═══ Records for processing

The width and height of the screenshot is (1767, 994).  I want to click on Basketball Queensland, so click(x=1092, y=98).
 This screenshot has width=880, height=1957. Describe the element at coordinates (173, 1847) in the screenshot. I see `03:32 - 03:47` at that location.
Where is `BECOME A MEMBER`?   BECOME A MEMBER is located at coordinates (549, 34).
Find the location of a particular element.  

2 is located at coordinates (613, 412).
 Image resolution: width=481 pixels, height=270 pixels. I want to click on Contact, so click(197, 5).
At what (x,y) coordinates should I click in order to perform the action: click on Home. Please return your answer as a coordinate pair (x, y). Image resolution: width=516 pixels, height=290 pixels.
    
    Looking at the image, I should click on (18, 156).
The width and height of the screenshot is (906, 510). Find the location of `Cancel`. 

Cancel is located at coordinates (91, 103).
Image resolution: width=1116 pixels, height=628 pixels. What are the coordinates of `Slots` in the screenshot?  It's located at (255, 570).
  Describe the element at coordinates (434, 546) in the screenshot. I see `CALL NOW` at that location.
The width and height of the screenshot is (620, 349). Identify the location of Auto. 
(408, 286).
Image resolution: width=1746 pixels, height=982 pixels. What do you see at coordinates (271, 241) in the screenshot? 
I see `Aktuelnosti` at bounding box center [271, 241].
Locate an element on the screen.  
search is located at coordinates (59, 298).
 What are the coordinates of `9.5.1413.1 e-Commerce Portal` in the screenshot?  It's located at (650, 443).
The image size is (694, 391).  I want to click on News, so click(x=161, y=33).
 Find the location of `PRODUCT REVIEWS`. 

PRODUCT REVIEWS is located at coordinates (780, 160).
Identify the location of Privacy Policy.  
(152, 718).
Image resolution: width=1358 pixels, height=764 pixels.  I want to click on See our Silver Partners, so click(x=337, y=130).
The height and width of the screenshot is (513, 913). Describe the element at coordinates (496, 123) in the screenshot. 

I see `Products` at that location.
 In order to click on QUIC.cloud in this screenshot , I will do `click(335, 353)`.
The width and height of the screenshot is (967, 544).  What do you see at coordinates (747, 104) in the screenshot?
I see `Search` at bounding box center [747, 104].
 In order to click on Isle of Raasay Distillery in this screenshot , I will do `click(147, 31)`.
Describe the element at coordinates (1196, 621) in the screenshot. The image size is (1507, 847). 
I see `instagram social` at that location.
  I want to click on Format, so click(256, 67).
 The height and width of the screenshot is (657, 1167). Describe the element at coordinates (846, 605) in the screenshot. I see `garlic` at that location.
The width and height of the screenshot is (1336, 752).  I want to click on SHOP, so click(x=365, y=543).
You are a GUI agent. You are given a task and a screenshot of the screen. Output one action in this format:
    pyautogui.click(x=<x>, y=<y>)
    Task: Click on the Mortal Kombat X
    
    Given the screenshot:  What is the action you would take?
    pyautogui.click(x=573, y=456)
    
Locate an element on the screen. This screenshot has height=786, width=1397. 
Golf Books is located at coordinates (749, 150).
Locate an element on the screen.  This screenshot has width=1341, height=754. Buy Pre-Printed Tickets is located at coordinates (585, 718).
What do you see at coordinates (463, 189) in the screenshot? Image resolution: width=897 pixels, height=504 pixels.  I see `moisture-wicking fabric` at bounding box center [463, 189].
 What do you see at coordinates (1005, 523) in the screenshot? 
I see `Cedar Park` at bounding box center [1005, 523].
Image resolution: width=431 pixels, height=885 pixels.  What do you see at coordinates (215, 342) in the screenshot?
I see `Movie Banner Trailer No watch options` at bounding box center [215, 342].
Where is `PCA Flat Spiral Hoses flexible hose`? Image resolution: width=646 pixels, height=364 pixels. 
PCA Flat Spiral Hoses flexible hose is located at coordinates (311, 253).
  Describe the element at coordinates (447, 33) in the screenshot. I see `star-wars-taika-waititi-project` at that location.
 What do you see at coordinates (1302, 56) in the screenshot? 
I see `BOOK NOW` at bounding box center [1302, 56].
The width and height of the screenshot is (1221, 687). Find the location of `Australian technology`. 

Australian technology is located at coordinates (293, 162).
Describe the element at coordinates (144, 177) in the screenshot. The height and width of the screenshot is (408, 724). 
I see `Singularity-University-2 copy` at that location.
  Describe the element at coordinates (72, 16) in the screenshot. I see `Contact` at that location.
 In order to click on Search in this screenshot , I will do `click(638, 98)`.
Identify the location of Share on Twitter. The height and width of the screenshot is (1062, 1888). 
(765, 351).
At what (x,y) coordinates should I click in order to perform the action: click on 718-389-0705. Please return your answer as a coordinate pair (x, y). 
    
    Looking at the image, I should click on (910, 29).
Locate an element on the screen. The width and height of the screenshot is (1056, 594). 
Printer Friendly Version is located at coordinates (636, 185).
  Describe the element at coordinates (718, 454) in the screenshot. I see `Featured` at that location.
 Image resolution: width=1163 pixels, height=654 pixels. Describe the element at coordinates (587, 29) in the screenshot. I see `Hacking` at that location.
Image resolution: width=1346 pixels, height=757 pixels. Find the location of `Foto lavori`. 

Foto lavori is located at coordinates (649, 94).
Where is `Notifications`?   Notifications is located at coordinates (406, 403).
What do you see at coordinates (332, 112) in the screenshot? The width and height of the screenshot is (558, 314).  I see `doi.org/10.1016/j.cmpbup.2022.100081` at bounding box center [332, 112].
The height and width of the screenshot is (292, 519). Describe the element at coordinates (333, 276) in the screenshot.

══════

Assigned task –
All of the lines above are to be restated word for word.

Output of the task –
The width and height of the screenshot is (1767, 994).  I want to click on Basketball Queensland, so click(x=1092, y=98).
 This screenshot has width=880, height=1957. Describe the element at coordinates (173, 1847) in the screenshot. I see `03:32 - 03:47` at that location.
Where is `BECOME A MEMBER`?   BECOME A MEMBER is located at coordinates (549, 34).
Find the location of a particular element.  

2 is located at coordinates (613, 412).
 Image resolution: width=481 pixels, height=270 pixels. I want to click on Contact, so click(197, 5).
At what (x,y) coordinates should I click in order to perform the action: click on Home. Please return your answer as a coordinate pair (x, y). Image resolution: width=516 pixels, height=290 pixels.
    
    Looking at the image, I should click on (18, 156).
The width and height of the screenshot is (906, 510). Find the location of `Cancel`. 

Cancel is located at coordinates (91, 103).
Image resolution: width=1116 pixels, height=628 pixels. What are the coordinates of `Slots` in the screenshot?  It's located at (255, 570).
  Describe the element at coordinates (434, 546) in the screenshot. I see `CALL NOW` at that location.
The width and height of the screenshot is (620, 349). Identify the location of Auto. 
(408, 286).
Image resolution: width=1746 pixels, height=982 pixels. What do you see at coordinates (271, 241) in the screenshot? 
I see `Aktuelnosti` at bounding box center [271, 241].
Locate an element on the screen.  
search is located at coordinates (59, 298).
 What are the coordinates of `9.5.1413.1 e-Commerce Portal` in the screenshot?  It's located at (650, 443).
The image size is (694, 391).  I want to click on News, so click(x=161, y=33).
 Find the location of `PRODUCT REVIEWS`. 

PRODUCT REVIEWS is located at coordinates (780, 160).
Identify the location of Privacy Policy.  
(152, 718).
Image resolution: width=1358 pixels, height=764 pixels.  I want to click on See our Silver Partners, so click(x=337, y=130).
The height and width of the screenshot is (513, 913). Describe the element at coordinates (496, 123) in the screenshot. 

I see `Products` at that location.
 In order to click on QUIC.cloud in this screenshot , I will do `click(335, 353)`.
The width and height of the screenshot is (967, 544).  What do you see at coordinates (747, 104) in the screenshot?
I see `Search` at bounding box center [747, 104].
 In order to click on Isle of Raasay Distillery in this screenshot , I will do `click(147, 31)`.
Describe the element at coordinates (1196, 621) in the screenshot. The image size is (1507, 847). 
I see `instagram social` at that location.
  I want to click on Format, so click(256, 67).
 The height and width of the screenshot is (657, 1167). Describe the element at coordinates (846, 605) in the screenshot. I see `garlic` at that location.
The width and height of the screenshot is (1336, 752).  I want to click on SHOP, so click(x=365, y=543).
You are a GUI agent. You are given a task and a screenshot of the screen. Output one action in this format:
    pyautogui.click(x=<x>, y=<y>)
    Task: Click on the Mortal Kombat X
    
    Given the screenshot:  What is the action you would take?
    pyautogui.click(x=573, y=456)
    
Locate an element on the screen. This screenshot has height=786, width=1397. 
Golf Books is located at coordinates (749, 150).
Locate an element on the screen.  This screenshot has width=1341, height=754. Buy Pre-Printed Tickets is located at coordinates (585, 718).
What do you see at coordinates (463, 189) in the screenshot? Image resolution: width=897 pixels, height=504 pixels.  I see `moisture-wicking fabric` at bounding box center [463, 189].
 What do you see at coordinates (1005, 523) in the screenshot? 
I see `Cedar Park` at bounding box center [1005, 523].
Image resolution: width=431 pixels, height=885 pixels.  What do you see at coordinates (215, 342) in the screenshot?
I see `Movie Banner Trailer No watch options` at bounding box center [215, 342].
Where is `PCA Flat Spiral Hoses flexible hose`? Image resolution: width=646 pixels, height=364 pixels. 
PCA Flat Spiral Hoses flexible hose is located at coordinates (311, 253).
  Describe the element at coordinates (447, 33) in the screenshot. I see `star-wars-taika-waititi-project` at that location.
 What do you see at coordinates (1302, 56) in the screenshot? 
I see `BOOK NOW` at bounding box center [1302, 56].
The width and height of the screenshot is (1221, 687). Find the location of `Australian technology`. 

Australian technology is located at coordinates (293, 162).
Describe the element at coordinates (144, 177) in the screenshot. The height and width of the screenshot is (408, 724). 
I see `Singularity-University-2 copy` at that location.
  Describe the element at coordinates (72, 16) in the screenshot. I see `Contact` at that location.
 In order to click on Search in this screenshot , I will do `click(638, 98)`.
Identify the location of Share on Twitter. The height and width of the screenshot is (1062, 1888). 
(765, 351).
At what (x,y) coordinates should I click in order to perform the action: click on 718-389-0705. Please return your answer as a coordinate pair (x, y). 
    
    Looking at the image, I should click on (910, 29).
Locate an element on the screen. The width and height of the screenshot is (1056, 594). 
Printer Friendly Version is located at coordinates (636, 185).
  Describe the element at coordinates (718, 454) in the screenshot. I see `Featured` at that location.
 Image resolution: width=1163 pixels, height=654 pixels. Describe the element at coordinates (587, 29) in the screenshot. I see `Hacking` at that location.
Image resolution: width=1346 pixels, height=757 pixels. Find the location of `Foto lavori`. 

Foto lavori is located at coordinates (649, 94).
Where is `Notifications`?   Notifications is located at coordinates (406, 403).
What do you see at coordinates (332, 112) in the screenshot? The width and height of the screenshot is (558, 314).  I see `doi.org/10.1016/j.cmpbup.2022.100081` at bounding box center [332, 112].
The height and width of the screenshot is (292, 519). Describe the element at coordinates (333, 276) in the screenshot.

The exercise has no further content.